Es kursieren einige ungenaue und irreführende Berichte über einen aktuellen Vorschlag des Office of Federal Contract Compliance Programs (OFCCP) des Arbeitsministeriums zur Überarbeitung der Vorschriften der Behörde zur Umsetzung der Executive Order (E.O.) 11246, insbesondere der religiösen Ausnahmeregelung zur Gleichbehandlungsklausel für Auftragnehmer der Bundesregierung.
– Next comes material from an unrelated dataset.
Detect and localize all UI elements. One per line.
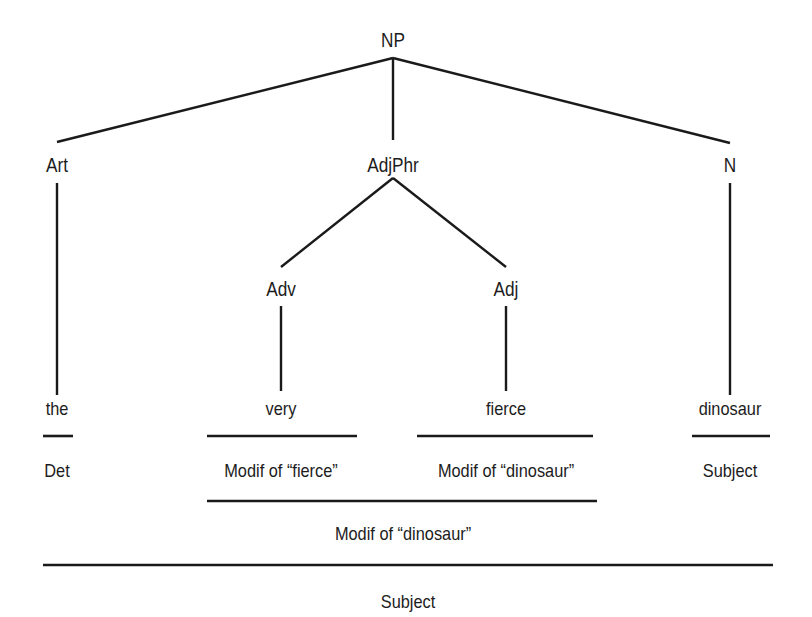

An dieser Stelle möchten wir die Übertreibungen beiseite lassen und einen objektiven Überblick darüber geben, was in den von der OFCCP vorgeschlagenen Änderungen enthalten ist (und was nicht) und was diese Änderungen für Arbeitgeber und Arbeitnehmer von Bundesauftragnehmern bedeuten könnten (und was nicht).
 
Die betreffende Gleichstellungsklausel, die in 41 C.F.R. § 60-1.4 kodifiziert ist, verbietet Arbeitgebern, die als Auftragnehmer für die Bundesregierung tätig sind und qualifizierte Bundesaufträge ausführen, die Diskriminierung von Mitarbeitern oder Bewerbern aufgrund von Rasse, Hautfarbe, Religion, Geschlecht, sexueller Orientierung, Geschlechtsidentität oder nationaler Herkunft. Diese Bestimmung ist fast identisch mit dem Nichtdiskriminierungsgebot in Titel VII des Civil Rights Act von 1964 in seiner geänderten Fassung. Wie wir sehen werden, besteht der wesentliche Unterschied darin, dass Titel VII sexuelle Orientierung oder Geschlechtsidentität nicht ausdrücklich als geschützte Klassen aufführt.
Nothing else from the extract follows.